Atop a 15-meter brick tower -- an extant fragment of the city wall that once encircled all of Beijing -- bronze instruments point at the sky. Armillary spheres, quadrants, celestial globes: they have been here in one form or another since 1442, when the observatory was completed during the Ming dynasty. What makes this place remarkable is not just its age, but the layers of civilization encoded in its metal. Chinese astronomers built it. Jesuit missionaries rebuilt its instruments. Foreign armies looted them. And the governments of France and Germany eventually sent them back.

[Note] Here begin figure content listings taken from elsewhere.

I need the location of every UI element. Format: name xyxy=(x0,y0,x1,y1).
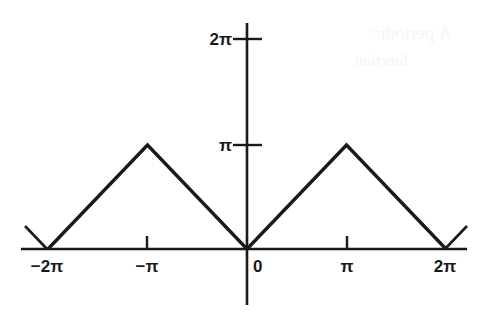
plot-canvas xyxy=(0,0,490,313)
y-tick-label-two-pi: 2π xyxy=(180,31,232,48)
x-tick-label-zero: 0 xyxy=(253,258,262,275)
triangle-wave-figure: −2π −π 0 π 2π π 2π A periodic function xyxy=(0,0,490,313)
y-tick-label-pi: π xyxy=(188,137,232,154)
wave-continuation-right xyxy=(445,226,467,249)
x-tick-label-pi: π xyxy=(340,258,353,275)
x-tick-label-two-pi: 2π xyxy=(434,258,456,275)
wave-continuation-left xyxy=(25,226,47,249)
x-tick-label-neg-pi: −π xyxy=(136,258,159,275)
x-tick-label-neg-two-pi: −2π xyxy=(31,258,63,275)
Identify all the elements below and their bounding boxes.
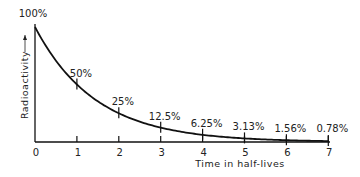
y-axis-label: Radioactivity (19, 51, 30, 119)
decay-chart: 100%50%25%12.5%6.25%3.13%1.56%0.78% 0123… (0, 0, 360, 177)
point-label: 12.5% (149, 111, 181, 122)
x-tick-label: 4 (200, 147, 206, 158)
x-tick-label: 7 (326, 147, 332, 158)
y-axis-label-group: Radioactivity (19, 35, 30, 119)
point-label: 3.13% (233, 121, 265, 132)
point-label: 25% (112, 96, 134, 107)
arrow-up-icon (23, 35, 27, 40)
x-tick-labels: 01234567 (33, 147, 333, 158)
point-label: 100% (19, 8, 48, 19)
x-tick-label: 6 (284, 147, 290, 158)
x-tick-label: 1 (75, 147, 81, 158)
x-axis-ticks (77, 79, 328, 147)
x-tick-label: 3 (159, 147, 165, 158)
point-label: 6.25% (191, 118, 223, 129)
point-label: 50% (70, 68, 92, 79)
x-tick-label: 5 (242, 147, 248, 158)
x-axis-label: Time in half-lives (194, 158, 284, 169)
point-labels: 100%50%25%12.5%6.25%3.13%1.56%0.78% (19, 8, 348, 134)
point-label: 1.56% (275, 123, 307, 134)
x-tick-label: 2 (117, 147, 123, 158)
x-tick-label: 0 (33, 147, 39, 158)
point-label: 0.78% (316, 123, 348, 134)
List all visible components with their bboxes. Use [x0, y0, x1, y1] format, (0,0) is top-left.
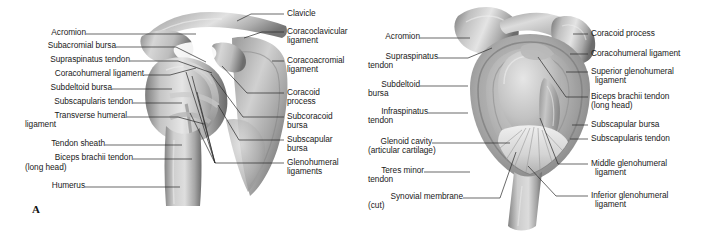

Chinese emperors were not casual about astronomy. As the "Son of Heaven," the emperor's legitimacy was intertwined with celestial phenomena -- eclipses, comets, and planetary movements carried political meaning, and accurate prediction was a matter of state. The observatory's predecessor dated to 1227, when the Jin dynasty transferred astronomical instruments from Kaifeng to Beijing. In 1279, Kublai Khan built a new observatory just north of the current site and appointed the brilliant polymath Guo Shoujing as its director. Guo designed instruments of remarkable precision for his era and calculated the length of a year to within 26 seconds of the modern value. When the Ming dynasty replaced the Mongol Yuan, the founding emperor moved these instruments to Nanjing. The Yongle Emperor later had them copied and sent back to Beijing, and in 1442 the present observatory was completed on the old city wall.
In the mid-17th century, the observatory's history took an unexpected turn. Jesuit missionaries, who had traveled to China seeking converts, discovered that their European astronomical training gave them an advantage in the one arena where accuracy was a matter of imperial prestige. When the Jesuit Ferdinand Verbiest won a public astronomy contest -- correctly predicting celestial events that Chinese court astronomers could not -- the emperor awarded him complete charge of the observatory. In 1673, Verbiest supervised the construction of new instruments incorporating European astronomical advances. The heavy bronze armillary spheres and celestial globes that visitors see today are largely the product of this Jesuit intervention, a strange collaboration between Catholic missionaries and Confucian court culture, each using the other for purposes the other barely understood.
The observatory's instruments survived centuries of dynastic change only to be seized during one of Beijing's darkest chapters. In 1900, during the Boxer Rebellion, members of the Eight-Nation Alliance looted the bronze instruments, dividing them between French and German troops. The instruments traveled to Europe as war trophies. The story might have ended there, but as World War I drew to a close, diplomatic pressure and the terms of the postwar Versailles settlement compelled Germany to return its five instruments in 1921. France had actually returned its five instruments much earlier, in 1902. The homecoming was a rare instance of cultural restitution in an era that rarely practiced it. Some of the observatory's Ming-era instruments, however, never returned to Beijing -- they now reside at Purple Mountain Observatory in Nanjing.
What makes the observatory physically distinctive is its platform: the top of a section of the Ming-dynasty city wall that somehow survived the wholesale demolition of Beijing's fortifications in the 1950s. While most of the wall was torn down to make way for the 2nd Ring Road, this fragment endured because it served a purpose -- holding the observatory aloft. The result is a peculiar time capsule: visitors climb a 15th-century wall to examine 17th-century instruments designed by European missionaries for a Chinese emperor, all within sight of modern skyscrapers and subway stations. The observatory grounds cover 10,000 square meters and now function as a museum affiliated with the Beijing Planetarium. An early seismograph based on the design of Zhang Heng, the 2nd-century polymath, was once housed here as well, connecting the site to an even deeper tradition of Chinese scientific observation.
Located at 39.91°N, 116.43°E just south of Jianguomen in Dongcheng District. The observatory sits atop a visible section of preserved Ming-dynasty city wall near the Jianguomen interchange. Beijing railway station is nearby to the south. Best viewed at 2,000-3,000 feet AGL. Beijing Capital International Airport (ZBAA/PEK) is 12 nm to the northeast.